Shrewd on Google’s part, and insightful on Carr’s for figuring it out. It’s also cause for concern for those of us in businesses that have far less wiggle room for failure. Most companies can’t afford to fail more than once, if that. Google can afford to fail again and again and again, making it a fierce competitor, indeed.

In a recent post on Google (”The Omnigoogle”), Carr explains more clearly than I’ve ever seen why Google does what it does (invests in satellites, free Wi-Fi, open-source software, etc.), and why failure is all part of the plan.

Because the marginal cost of producing and distributing a new copy of a purely digital product is close to zero, Google not only has the desire to give away informational products; it has the economic leeway to actually do it. Those two facts–the vast breadth of Google’s complements, and the company’s ability to push the price of those complements toward zero–are what really set the company apart from other firms.

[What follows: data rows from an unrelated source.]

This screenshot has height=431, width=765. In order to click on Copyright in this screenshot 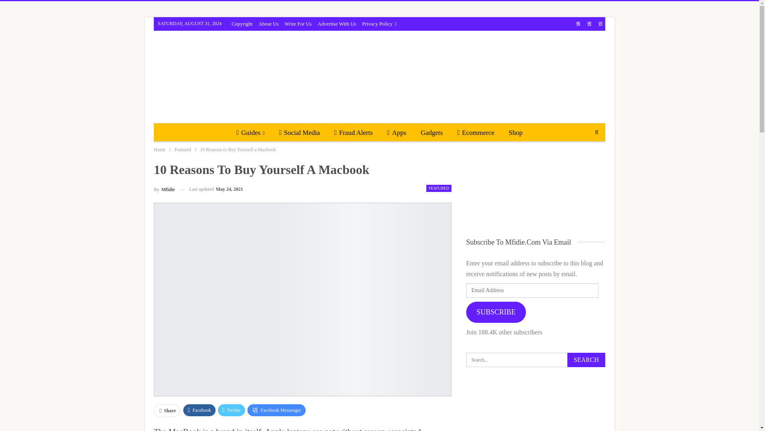, I will do `click(242, 23)`.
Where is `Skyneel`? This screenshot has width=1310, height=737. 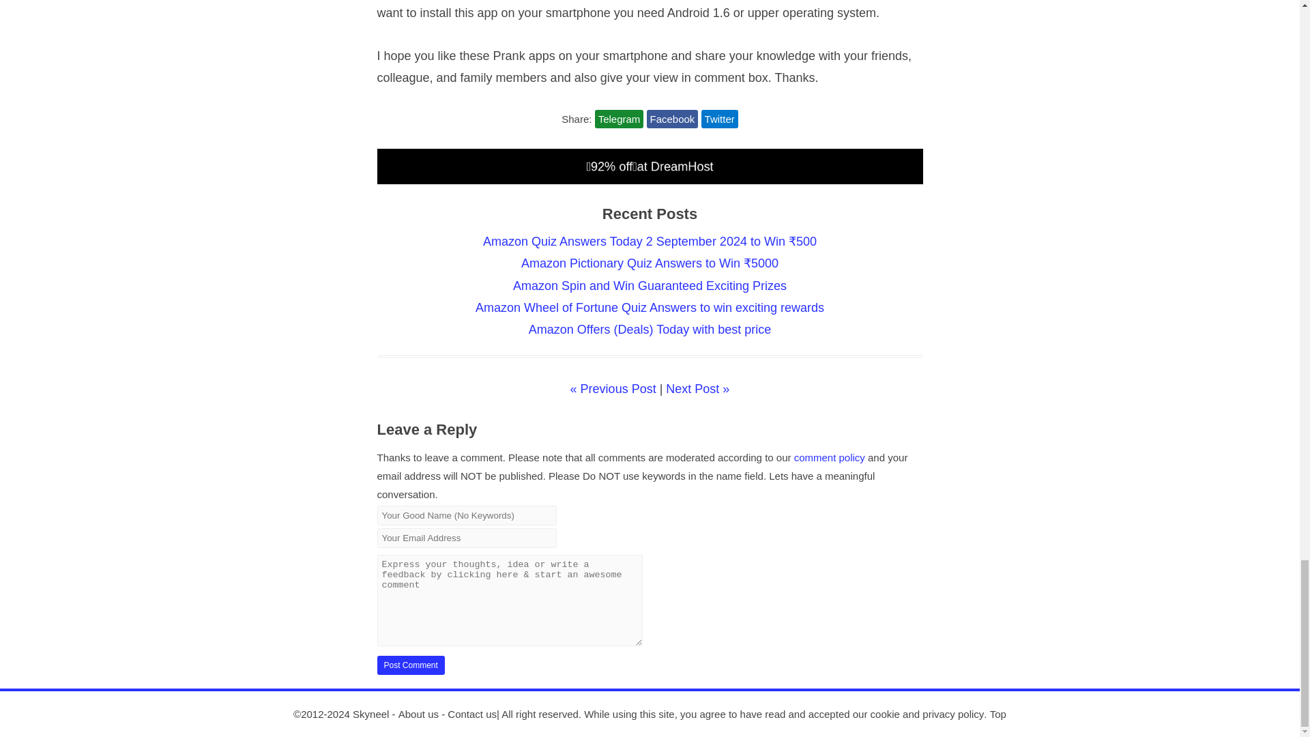 Skyneel is located at coordinates (370, 714).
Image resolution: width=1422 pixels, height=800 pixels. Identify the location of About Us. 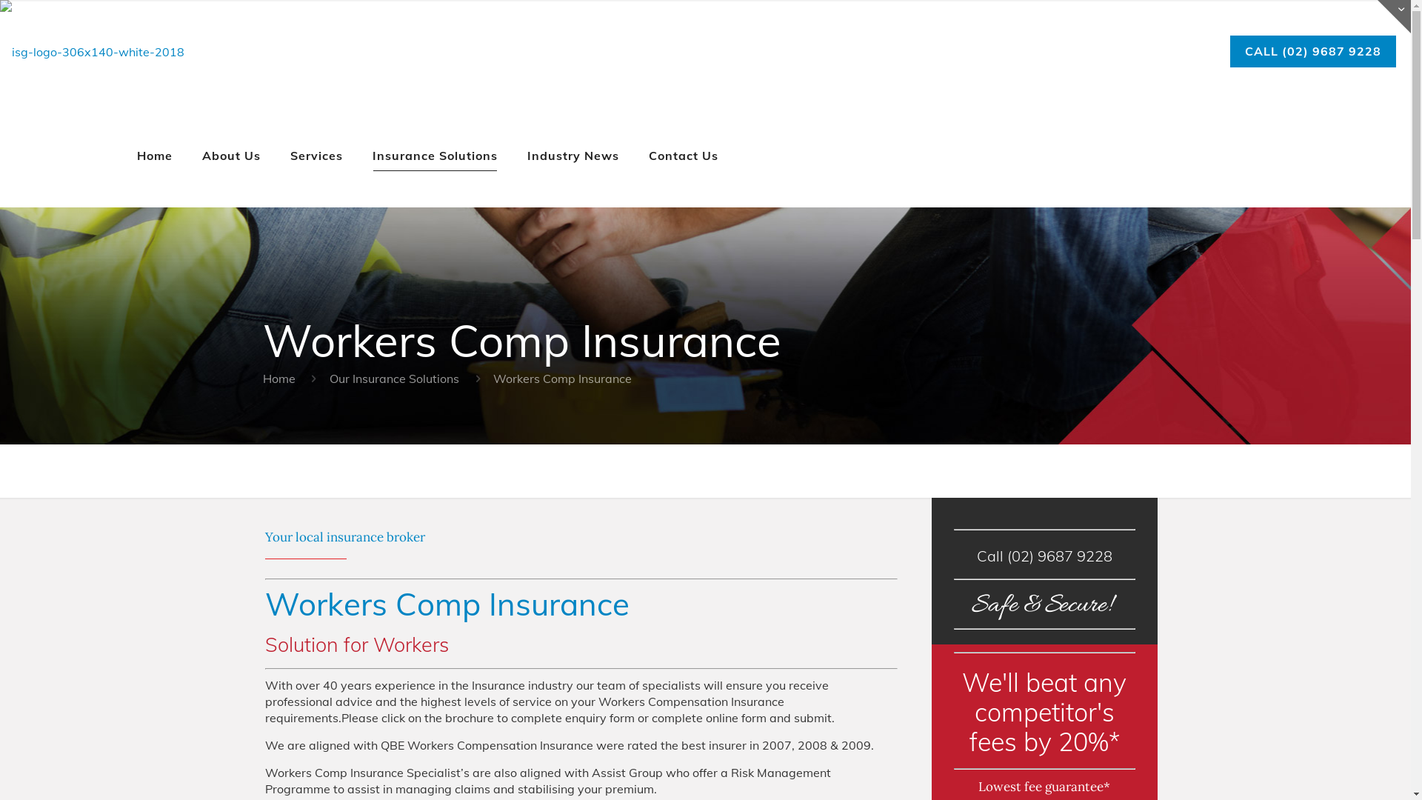
(231, 155).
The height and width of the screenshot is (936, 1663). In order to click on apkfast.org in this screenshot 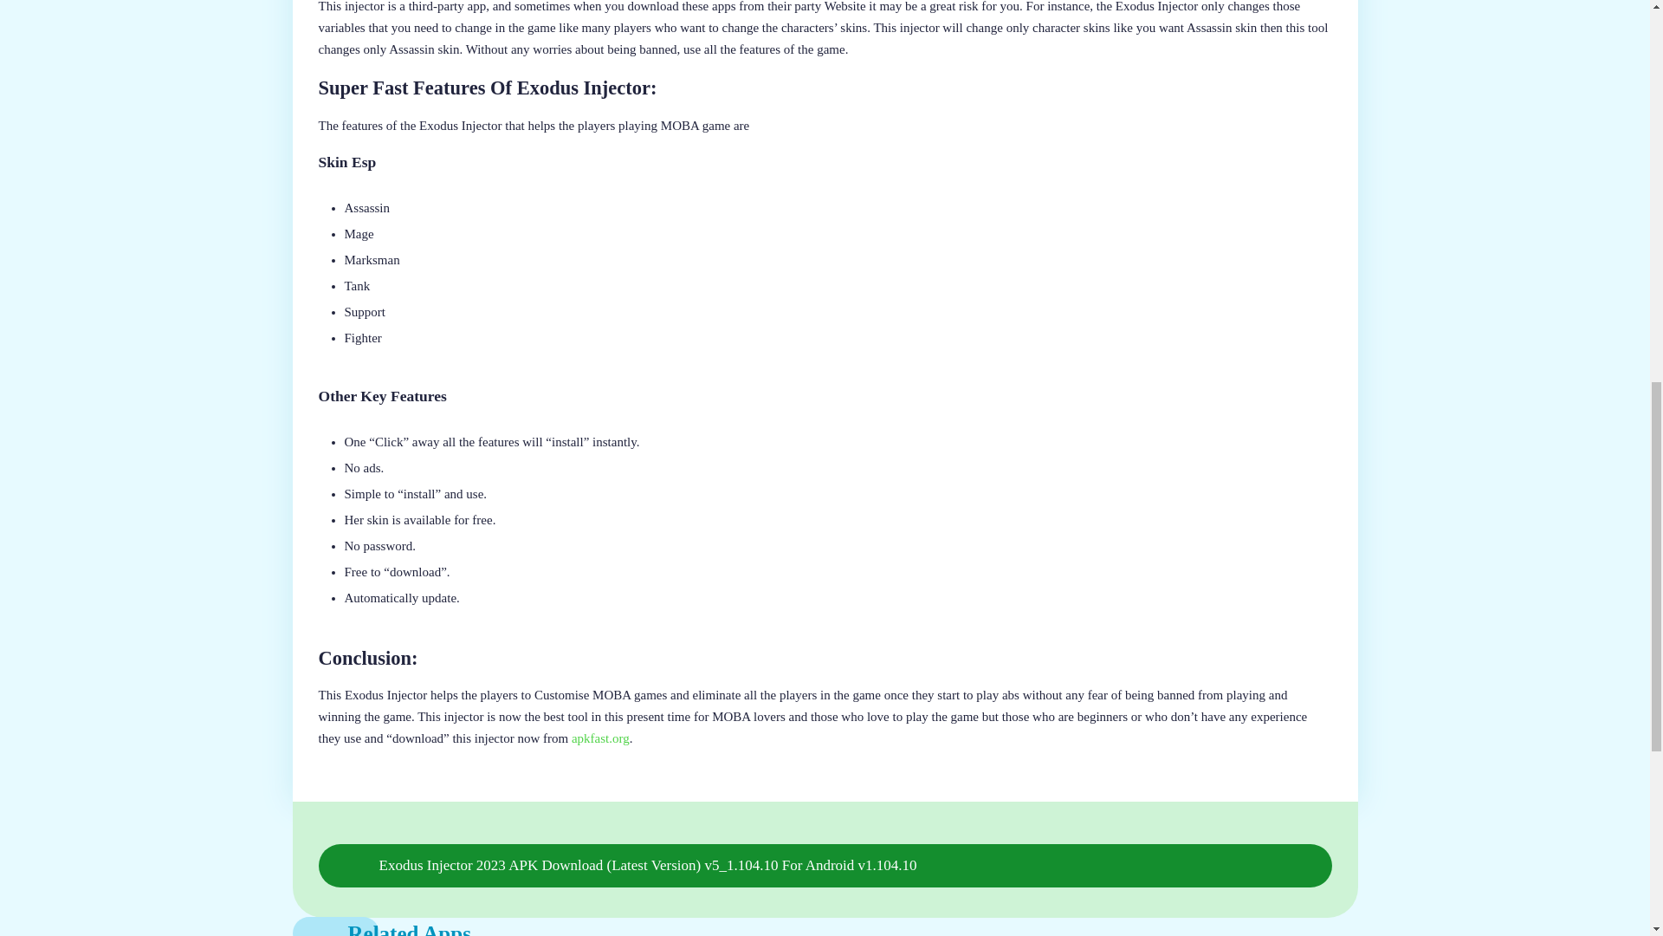, I will do `click(601, 738)`.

Google faces far less risk in product development than the usual business does. It routinely introduces half-finished products and services as online “betas” because it knows that, even if the offerings fail to win a big share of the market, they will still tend to produce attractive returns by generating advertising revenue and producing valuable data on customer behavior. For most companies, a failed launch of a new product is very costly. For Google, in general, it’s not. Failure is cheap.

commentary

From Android to Froogle, Google’s products regularly fail to make a prolonged impact on the industry. At the same time, however, news that Google is launching a product in one’s market is sure to turn venture capitalists frigid on investment, just as Microsoft’s attention to a market does. Google, then, has extraordinary power to fail and yet still cause competitors to fail.

Powerful…and scary.

Indeed, it wasn’t Carr’s comparison of why Google is much like Microsoft (Google controls the online economy, while Microsoft controls the desktop economy) that I found most interesting, but rather his explanation of why Google can fail so routinely in its product launches…and have that failure feed into its top-line revenue:

Writer Nicholas Carr has done it again.